Short-Term Health Care Plans Are Unregulated
Once upon a time, short-term health care plans were an option for individuals who were anticipating a gap in their insurance coverage, typically due to job loss or retirement. Short-term health care policies work, in essence, like term life insurance: because they only cover a specific time period (which means the likelihood of your filing a claim is naturally lower), they’re cheaper.
However, these plans are also unregulated, which means they can pick and choose which medical benefits they will cover. The Obama administration recognized that some employers and individuals might use short-term health care plans as a workaround to getting actual health insurance; therefore, under the ACA, the maximum time limit for short-term health care plans was reduced to three months. Trump’s executive order would increase that time limit to one year.
The Executive Order Screws The Obamacare Market
Before the passage of the ACA, insurance companies offered cheap plans to healthy people (who are less likely to incur significant medical expenses). The problem with these plans was that they all but ignored individuals with existing medical conditions — the cheap plans wouldn’t cover what these individuals needed, and the plans that would cover them were unattainably expensive. As a result, sick people were faced with a choice: pay through the nose for insurance that would cover their needs, or go without.

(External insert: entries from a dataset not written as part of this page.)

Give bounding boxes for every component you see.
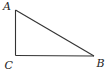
triangle-diagram: A C B <box>0 0 105 71</box>
vertex-label-b: B <box>96 57 105 70</box>
vertex-label-a: A <box>2 0 11 13</box>
vertex-label-c: C <box>5 59 14 71</box>
side-cb <box>16 56 95 57</box>
side-ab <box>16 10 95 56</box>
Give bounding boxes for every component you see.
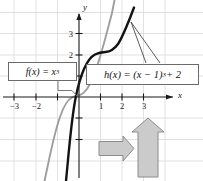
callout-f-body: (x) = x xyxy=(29,66,56,77)
x-tick-label-1: 1 xyxy=(95,101,107,111)
x-tick-label-2: 2 xyxy=(116,101,128,111)
x-axis-arrowhead xyxy=(166,94,173,99)
x-axis-label: x xyxy=(178,90,182,100)
leader-tail-f xyxy=(58,81,77,96)
y-tick-label-3: 3 xyxy=(63,29,73,39)
callout-h-tail: + 2 xyxy=(166,69,181,80)
y-axis-label: y xyxy=(83,2,87,12)
x-tick-label--2: −2 xyxy=(28,101,45,111)
y-tick-label-2: 2 xyxy=(63,50,73,60)
callout-f-exponent: 3 xyxy=(56,68,59,75)
x-tick-label--3: −3 xyxy=(6,101,23,111)
cubic-translation-figure: x y −3 −2 1 2 3 1 2 3 f(x) = x3 h(x) = (… xyxy=(0,0,203,181)
leader-lines-h xyxy=(131,22,160,63)
x-tick-label-3: 3 xyxy=(138,101,150,111)
callout-h-equation: h(x) = (x − 1)3 + 2 xyxy=(86,64,199,85)
up-arrow xyxy=(132,118,164,177)
y-axis-arrowhead xyxy=(76,13,81,20)
graph-canvas xyxy=(0,0,203,181)
callout-h-body: (x) = (x − 1) xyxy=(109,69,162,80)
callout-f-equation: f(x) = x3 xyxy=(8,62,77,81)
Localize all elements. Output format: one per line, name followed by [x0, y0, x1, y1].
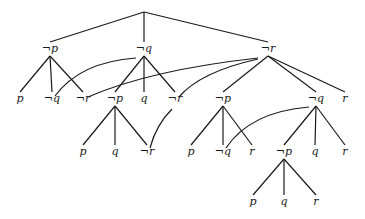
tree-node-label: ¬q: [44, 92, 60, 105]
tree-node-label: r: [342, 92, 348, 105]
tree-edge: [284, 159, 316, 195]
tree-node-label: ¬p: [215, 92, 231, 105]
tree-edge: [50, 12, 144, 42]
cross-link-curve: [55, 58, 136, 96]
tree-edge: [253, 159, 284, 195]
tree-node-label: q: [111, 145, 118, 158]
tree-node-label: ¬r: [76, 92, 91, 105]
tree-node-label: ¬r: [168, 92, 183, 105]
tree-node-label: ¬r: [261, 42, 276, 55]
tree-node-label: q: [280, 195, 287, 208]
tree-edge: [115, 106, 147, 145]
cross-link-curve: [150, 109, 172, 148]
tree-edge: [83, 106, 115, 145]
tree-edge: [50, 56, 52, 92]
logic-tree-diagram: ¬p¬q¬rp¬q¬r¬pq¬r¬p¬qrpq¬rp¬qr¬pqrpqr: [0, 0, 365, 219]
tree-node-label: ¬q: [136, 42, 152, 55]
tree-node-label: p: [249, 195, 256, 208]
tree-edge: [268, 56, 345, 92]
tree-node-label: q: [311, 145, 318, 158]
tree-edges: [20, 12, 345, 195]
tree-node-label: p: [79, 145, 86, 158]
tree-node-label: p: [16, 92, 23, 105]
tree-node-label: ¬q: [308, 92, 324, 105]
tree-node-label: q: [140, 92, 147, 105]
tree-node-label: ¬p: [42, 42, 58, 55]
tree-edge: [268, 56, 316, 92]
tree-node-label: ¬q: [215, 145, 231, 158]
tree-node-label: ¬p: [276, 145, 292, 158]
tree-edge: [115, 56, 144, 92]
tree-node-label: p: [187, 145, 194, 158]
tree-edge: [191, 106, 223, 145]
tree-edge: [50, 56, 83, 92]
tree-node-label: r: [313, 195, 319, 208]
tree-node-label: ¬r: [140, 145, 155, 158]
tree-node-label: ¬p: [107, 92, 123, 105]
tree-edge: [20, 56, 50, 92]
tree-edge: [315, 106, 316, 145]
tree-edge: [316, 106, 345, 145]
tree-node-label: r: [342, 145, 348, 158]
tree-edge: [284, 106, 316, 145]
tree-node-labels: ¬p¬q¬rp¬q¬r¬pq¬r¬p¬qrpq¬rp¬qr¬pqrpqr: [16, 42, 348, 208]
tree-node-label: r: [249, 145, 255, 158]
tree-edge: [144, 12, 268, 42]
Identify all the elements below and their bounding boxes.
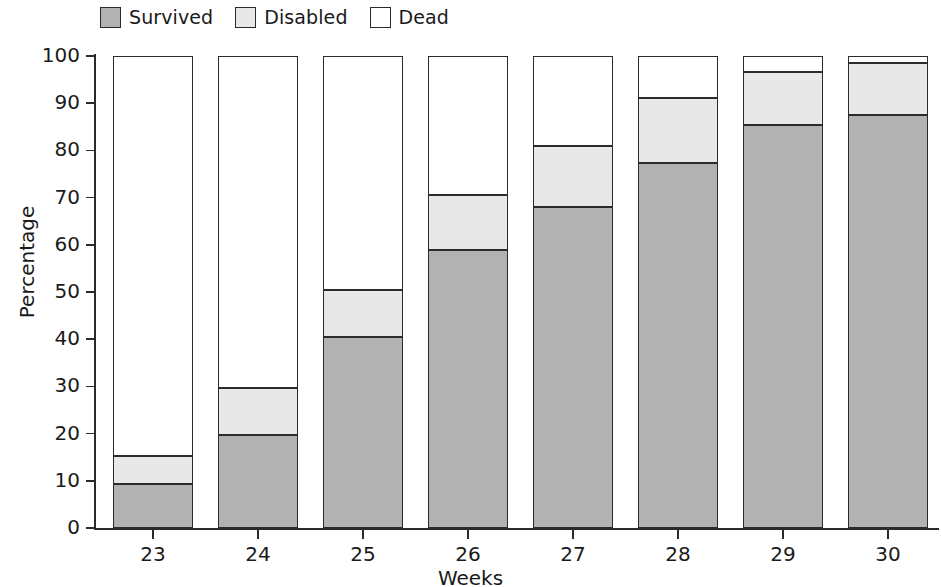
bar-segment-dead [218,56,298,388]
bar-segment-survived [113,484,193,528]
bar-segment-dead [323,56,403,290]
y-tick-mark [86,433,95,435]
bar-segment-disabled [323,290,403,337]
x-tick-mark [152,530,154,539]
x-tick-mark [467,530,469,539]
bar-segment-survived [533,207,613,528]
x-tick-label: 30 [858,543,918,565]
bar-group-week-23 [113,56,193,528]
bar-segment-dead [848,56,928,63]
y-tick-mark [86,386,95,388]
x-tick-label: 28 [648,543,708,565]
y-tick-label: 80 [24,139,80,159]
bar-segment-survived [743,125,823,528]
bar-segment-disabled [848,63,928,115]
x-tick-label: 27 [543,543,603,565]
bar-segment-disabled [533,146,613,207]
y-tick-mark [86,527,95,529]
bar-group-week-24 [218,56,298,528]
y-tick-mark [86,55,95,57]
y-tick-mark [86,150,95,152]
plot-area: 0102030405060708090100 2324252627282930 … [0,0,941,587]
x-tick-mark [782,530,784,539]
bar-segment-disabled [428,195,508,250]
x-tick-label: 24 [228,543,288,565]
bar-segment-dead [533,56,613,146]
x-tick-mark [677,530,679,539]
y-tick-mark [86,291,95,293]
x-tick-label: 25 [333,543,393,565]
bar-segment-survived [323,337,403,528]
bar-group-week-26 [428,56,508,528]
x-tick-label: 29 [753,543,813,565]
bar-group-week-27 [533,56,613,528]
x-tick-label: 23 [123,543,183,565]
x-tick-mark [362,530,364,539]
y-tick-label: 0 [24,517,80,537]
x-tick-mark [257,530,259,539]
y-tick-label: 10 [24,470,80,490]
y-tick-label: 90 [24,92,80,112]
x-axis-label: Weeks [0,568,941,587]
bar-segment-survived [638,163,718,528]
bar-segment-dead [638,56,718,98]
x-tick-mark [887,530,889,539]
bar-group-week-28 [638,56,718,528]
y-tick-mark [86,197,95,199]
y-tick-mark [86,102,95,104]
y-axis-label: Percentage [17,182,37,342]
x-tick-label: 26 [438,543,498,565]
bar-segment-dead [113,56,193,456]
y-tick-mark [86,244,95,246]
x-tick-mark [572,530,574,539]
bar-segment-disabled [218,388,298,435]
y-tick-label: 100 [24,45,80,65]
bar-group-week-30 [848,56,928,528]
stacked-bar-chart: Survived Disabled Dead 01020304050607080… [0,0,941,587]
y-tick-label: 20 [24,423,80,443]
bar-group-week-29 [743,56,823,528]
bar-segment-disabled [113,456,193,484]
bar-segment-survived [428,250,508,528]
x-axis-line [94,528,939,530]
bar-segment-disabled [743,72,823,125]
y-tick-label: 30 [24,375,80,395]
bar-segment-survived [848,115,928,528]
bar-segment-dead [743,56,823,72]
bar-segment-dead [428,56,508,195]
bar-group-week-25 [323,56,403,528]
bar-segment-survived [218,435,298,528]
y-tick-mark [86,338,95,340]
bar-segment-disabled [638,98,718,163]
y-tick-mark [86,480,95,482]
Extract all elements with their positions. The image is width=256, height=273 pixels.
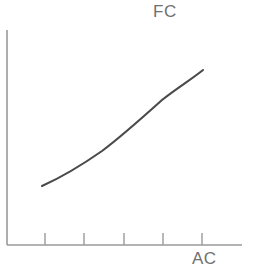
series-label-fc: FC	[153, 3, 177, 21]
plot-area	[0, 0, 256, 273]
x-axis-label-ac: AC	[192, 250, 217, 268]
x-axis-tick-group	[45, 233, 202, 245]
fc-curve-line	[42, 70, 203, 186]
chart-container: FC AC	[0, 0, 256, 273]
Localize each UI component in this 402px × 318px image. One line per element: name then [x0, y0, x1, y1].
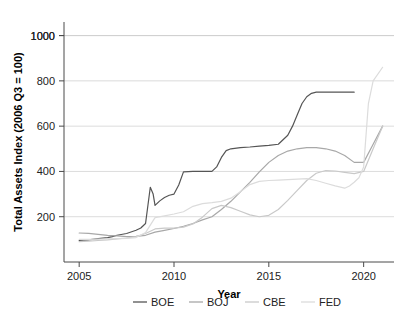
x-tick-label-2020: 2020	[351, 270, 375, 282]
legend-label-boe[interactable]: BOE	[151, 296, 174, 308]
legend-label-boj[interactable]: BOJ	[207, 296, 228, 308]
y-axis-title: Total Assets Index (2006 Q3 = 100)	[12, 52, 24, 232]
legend-label-fed[interactable]: FED	[319, 296, 341, 308]
y-tick-label-800: 800	[37, 75, 55, 87]
y-tick-label-1000: 1000	[31, 30, 55, 42]
chart-figure: 200400600800100010002005201020152020Year…	[0, 0, 402, 318]
y-tick-label-600: 600	[37, 120, 55, 132]
x-tick-label-2015: 2015	[257, 270, 281, 282]
y-tick-label-400: 400	[37, 165, 55, 177]
legend-label-cbe[interactable]: CBE	[263, 296, 286, 308]
x-tick-label-2005: 2005	[67, 270, 91, 282]
figure-background	[0, 0, 402, 318]
x-tick-label-2010: 2010	[162, 270, 186, 282]
y-tick-label-200: 200	[37, 211, 55, 223]
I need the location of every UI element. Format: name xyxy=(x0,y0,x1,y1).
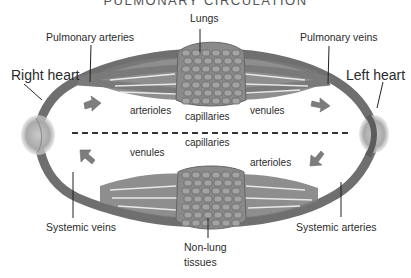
label-pulmonary-arteries: Pulmonary arteries xyxy=(46,32,134,43)
tissue-cell xyxy=(222,220,230,226)
tissue-cell xyxy=(224,58,232,64)
tissue-cell xyxy=(182,82,190,88)
tissue-cell xyxy=(202,98,210,104)
tissue-cell xyxy=(202,204,210,210)
label-left-heart: Left heart xyxy=(346,68,405,82)
tissue-cell xyxy=(204,74,212,80)
tissue-cell xyxy=(234,180,242,186)
tissue-cell xyxy=(202,66,210,72)
tissue-cell xyxy=(204,180,212,186)
tissue-cell xyxy=(204,58,212,64)
tissue-cell xyxy=(194,58,202,64)
label-bottom-arterioles: arterioles xyxy=(250,158,291,168)
tissue-cell xyxy=(224,212,232,218)
tissue-cell xyxy=(184,212,192,218)
label-bottom-venules: venules xyxy=(130,148,164,158)
tissue-cell xyxy=(224,74,232,80)
tissue-cell xyxy=(184,90,192,96)
tissue-cell xyxy=(192,220,200,226)
tissue-cell xyxy=(202,220,210,226)
tissue-cell xyxy=(182,172,190,178)
label-non-lung: Non-lung xyxy=(184,242,227,253)
tissue-cell xyxy=(234,90,242,96)
tissue-cell xyxy=(184,196,192,202)
tissue-cell xyxy=(214,196,222,202)
tissue-cell xyxy=(232,98,240,104)
tissue-cell xyxy=(214,90,222,96)
tissue-cell xyxy=(192,50,200,56)
tissue-cell xyxy=(204,212,212,218)
tissue-cell xyxy=(182,220,190,226)
label-bottom-capillaries: capillaries xyxy=(185,138,229,148)
tissue-cell xyxy=(234,212,242,218)
tissue-cell xyxy=(194,180,202,186)
tissue-cell xyxy=(232,50,240,56)
tissue-cell xyxy=(214,74,222,80)
tissue-cell xyxy=(192,82,200,88)
circulation-diagram: PULMONARY CIRCULATION xyxy=(0,0,411,278)
tissue-cell xyxy=(192,98,200,104)
tissue-cell xyxy=(182,204,190,210)
tissue-cell xyxy=(184,74,192,80)
tissue-cell xyxy=(202,50,210,56)
tissue-cell xyxy=(232,204,240,210)
tissue-cell xyxy=(192,172,200,178)
tissue-cell xyxy=(224,180,232,186)
label-systemic-arteries: Systemic arteries xyxy=(296,222,377,233)
tissue-cell xyxy=(194,196,202,202)
tissue-cell xyxy=(194,212,202,218)
tissue-cell xyxy=(214,58,222,64)
tissue-cell xyxy=(222,98,230,104)
label-systemic-veins: Systemic veins xyxy=(46,222,116,233)
tissue-cell xyxy=(224,90,232,96)
tissue-cell xyxy=(182,50,190,56)
tissue-cell xyxy=(182,66,190,72)
leader-right-heart xyxy=(24,84,42,100)
tissue-cell xyxy=(212,66,220,72)
tissue-cell xyxy=(232,82,240,88)
tissue-cell xyxy=(232,172,240,178)
tissue-cell xyxy=(202,188,210,194)
tissue-cell xyxy=(222,188,230,194)
flow-arrow-top-right-icon xyxy=(311,98,330,112)
tissue-cell xyxy=(232,66,240,72)
tissue-cell xyxy=(192,188,200,194)
tissue-cell xyxy=(192,66,200,72)
label-pulmonary-veins: Pulmonary veins xyxy=(300,32,378,43)
tissue-cell xyxy=(184,58,192,64)
label-top-capillaries: capillaries xyxy=(185,112,229,122)
tissue-cell xyxy=(204,196,212,202)
tissue-cell xyxy=(234,58,242,64)
flow-arrow-top-left-icon xyxy=(84,96,101,111)
tissue-cell xyxy=(214,212,222,218)
tissue-cell xyxy=(232,188,240,194)
label-tissues: tissues xyxy=(184,257,217,268)
label-right-heart: Right heart xyxy=(11,68,79,82)
tissue-cell xyxy=(202,172,210,178)
flow-arrow-bottom-left-icon xyxy=(80,150,95,164)
tissue-cell xyxy=(184,180,192,186)
tissue-cell xyxy=(234,74,242,80)
tissue-cell xyxy=(222,204,230,210)
flow-arrow-bottom-right-icon xyxy=(310,151,324,166)
tissue-cell xyxy=(194,90,202,96)
tissue-cell xyxy=(222,66,230,72)
tissue-cell xyxy=(222,172,230,178)
tissue-cell xyxy=(212,172,220,178)
tissue-cell xyxy=(212,50,220,56)
tissue-cell xyxy=(212,82,220,88)
tissue-cell xyxy=(202,82,210,88)
tissue-cell xyxy=(222,50,230,56)
non-lung-tissue xyxy=(176,166,246,229)
tissue-cell xyxy=(232,220,240,226)
tissue-cell xyxy=(212,188,220,194)
tissue-cell xyxy=(212,204,220,210)
label-top-arterioles: arterioles xyxy=(130,106,171,116)
tissue-cell xyxy=(212,220,220,226)
label-top-venules: venules xyxy=(250,106,284,116)
label-lungs: Lungs xyxy=(190,13,219,24)
tissue-cell xyxy=(182,98,190,104)
tissue-cell xyxy=(234,196,242,202)
tissue-cell xyxy=(224,196,232,202)
tissue-cell xyxy=(222,82,230,88)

The ACA was an attempt to level the playing field by mandating that everyone, healthy or not, receive equal access to the same plans with the same coverage. This, of course, meant that private insurance companies would see their costs rise as people who previously couldn’t afford insurance finally got the coverage they needed and saw a medical provider. To offset those costs, the ACA made a push for younger, healthy individuals to sign up for plans as well; those healthy patients wouldn’t need expensive medical services, which meant their premiums were effectively pure profit.
To further pad the insurance companies’ costs, the ACA also established “risk corridors” — short-term funds to help insurance companies with their new expenses. (Of course, the GOP defunded those risk corridors in 2014).
The reality is, the ACA only works when insurance companies are all required to abide by the same set of regulations. By imposing a baseline of what insurance companies ought to cover (and how much they could charge to do so), the ACA made health care a reality for people who might otherwise have never had the means to attain it. By eliminating these regulations and allowing fly-by-night insurance companies to flood the market, this executive order all but guarantees that healthy people will switch their plans, leaving the ACA-compliant insurance companies with only sick patients.
The result will be one of two outcomes: either insurance companies will re-price their plans to once again make comprehensive coverage unaffordable for the people who need it most, or the insurance companies will start to lose so much money that they will collapse. If the latter occurs, Republicans will jump all over it as proof that Obamacare doesn’t work, conveniently ignoring their role in causing its demise.
Trump, seemingly motivated by little more than pure spite towards his predecessor (and a healthy dose of ignorance on how health care works), is taking another whack at a law that has saved countless lives since its implementation. It seems Trump won’t rest until Obamacare is repealed. The millions of people who will die or lose coverage as a result don’t matter to him — he’s got political points to score.